How humans repress prejudices: Even people who would describe themselves as liberal and open-minded might not be free of unconscious racism
Bochum-based philosopher Dr Beate Krickel has used psychoanalysis to investigate why people are often not aware of their prejudices. In her accounts, she has been elaborating how prejudices can become unconscious. As researcher at the Institute of Philosophy II at Ruhr-Universität Bochum, she outlines her theory in the journal Philosophical Psychology from May 15, 2018.
Tolerant and yet full of bias
A hypothetical example: a white professor describes himself as having a liberal, tolerant worldview. He confirms that it is nonsense and scientifically insupportable to assume that people with different ethnic background have different levels of intelligence. However, the convictions he professes are ostensibly contradicted by his behaviour: he acts, for example, surprised, when a person of colour asks an intelligent question in his seminar. Moreover, his intuitive impression is that his white students look smarter.
Researchers refer to cases when the professed convictions deviate from intuitive behaviour as implicit bias. This kind of bias can be identified using certain psychological tests.
Unconscious or not?
“There’s a fierce debate going on in the fields of social psychology and philosophy on whether the prejudices measured with such tests are unconscious or not,” says the researcher. The fact that people voice liberal and tolerant convictions in spite of their implicit bias points to “unconscious.” However, empirical studies in the past had shown that test participants have the ability to notice their implicit bias under specific conditions. “Interestingly enough, the participants are generally surprised or even shocked once they realise their own implicit bias,” says Krickel.
In order to explain these data, the researcher used psychoanalysis. More specifically: she argues that a philosophically informed notion of Freudian repression constitutes a feasible explanation of the apparently contradictory data.
Does not fit the self-image
According to Krickel’s analysis, the professor in the hypothetical example represses the emotions that are triggered by his negative associations, because they do not match his self-image. Consequently, he is not aware of his implicit bias. He does, however, have the ability to detect these emotions if the circumstances are right. “The function of philosophy is, first and foremost, to provide an in-depth analysis of what repression actually is,” says Krickel. “Based on philosophical theories of consciousness, a feasible model emerges when repression is understood to be an attentional shift that becomes habituated over the years.”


## Work to be completed
Copying task for the records below: reproduce each one exactly and drop the pictures.
***** Listed entries *****
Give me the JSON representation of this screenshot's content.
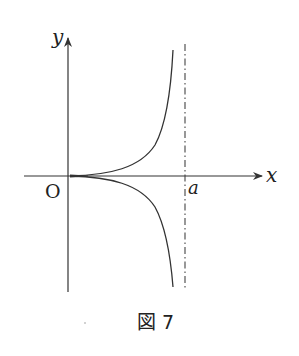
{
  "diagram": {
    "type": "function-graph",
    "x_axis_label": "x",
    "y_axis_label": "y",
    "origin_label": "O",
    "asymptote_label": "a",
    "asymptote_style": "dash-dot",
    "curves": [
      {
        "name": "upper-branch",
        "description": "increases from origin toward +infinity as x approaches a"
      },
      {
        "name": "lower-branch",
        "description": "decreases from origin toward -infinity as x approaches a"
      }
    ],
    "caption": "図 7"
  }
}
*****
## Solution to the problem
Give me the JSON representation of this screenshot's content.
{
  "diagram": {
    "type": "function-graph",
    "x_axis_label": "x",
    "y_axis_label": "y",
    "origin_label": "O",
    "asymptote_label": "a",
    "asymptote_style": "dash-dot",
    "curves": [
      {
        "name": "upper-branch",
        "description": "increases from origin toward +infinity as x approaches a"
      },
      {
        "name": "lower-branch",
        "description": "decreases from origin toward -infinity as x approaches a"
      }
    ],
    "caption": "図 7"
  }
}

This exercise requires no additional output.